Ford is way behind demand for hybrids (Maverick and Escape). I don’t think Ford ditches the 1.5 - it gets great mileage and the NVH complaints seem to be way overblown.
I don’t know if it will ever see the light of day, but if it does, why wouldn’t it it go in mainstream Mustangs? It probably wouldn’t be any larger than the 5.0 and if it’s OHV, it would be smaller and considerably cheaper to build.
I doubt the new Escape is much more profitable than the old (before the chip shortage screwed every thing up). Production is still heavily biased to the SE models and the 2020 models had $3K to $5K rebates.
The only significant change at that time was the new center stack with the large screen and Sync 4. The panel directly in front of the driver still has the same 2 screens on each side of the speedo (which was shared with the 2013 - 2020 Fusion).

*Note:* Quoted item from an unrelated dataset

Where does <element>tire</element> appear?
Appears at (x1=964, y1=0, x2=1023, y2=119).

I’m not sure what you mean by premium, but price-wise Escape and BS are very close when you add all wheel drive to Escape. In fact, the Escape S is more expensive than the base BS model as is the Titanium Escape when compared to the premium BS models.

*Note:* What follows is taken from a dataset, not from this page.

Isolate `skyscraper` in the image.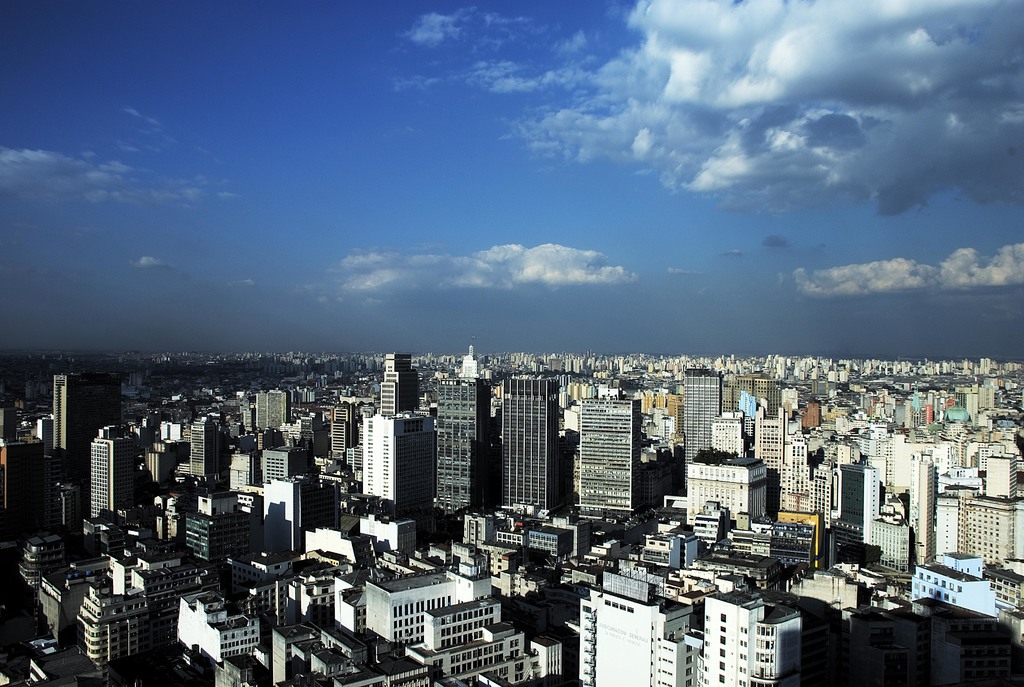
Isolated region: (575, 393, 639, 518).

Ford can’t just build what it wants to, it has to build vehicles that can be sold at a profit. It has sold maybe 25,000 BEV vehicles to date (I’m not counting the EV Focus) - seems like a huge gamble to basically give up introducing new ICE vehicles in the short run. I don’t see enough BEV sales in the next 6 - 8 years to make this plan succeed.
You make some good points. Ford has plenty of capacity to build a new Edge if they had decided to - the Escape plant could probably turn out 100,000/year and Flat Rock probably double that amount. Ford isn’t capacity constrained- the issue is excess capacity.
No reason Ford cant do both. You keep trying to compare potential profit of Ford’s well past their prime sedans with brand new designs which is apples to oranges. You don’t think a class leading C2 Fusion wouldn’t have higher ATP’s than Maverick (and probably Bronco Sport also)? It really doesn’t matter I suppose with no new Fusion coming.
The point is, if the grid can’t handle electrical demand with basically 0% electric cars, what will keep it from collapsing when electric cars are a significant % of the national fleet?
Hope it misses you guys, but that doesn’t look likely now. It looks like it may be a Tropical Storm and not a Hurricane, so at least that would be good.
Flat Rock or the Escape plant? I think a significant number of small CUV buyers will buy a truck that is priced similarly to the CUV as the Maverick is. Until Maverick pick-ups have been too expensive.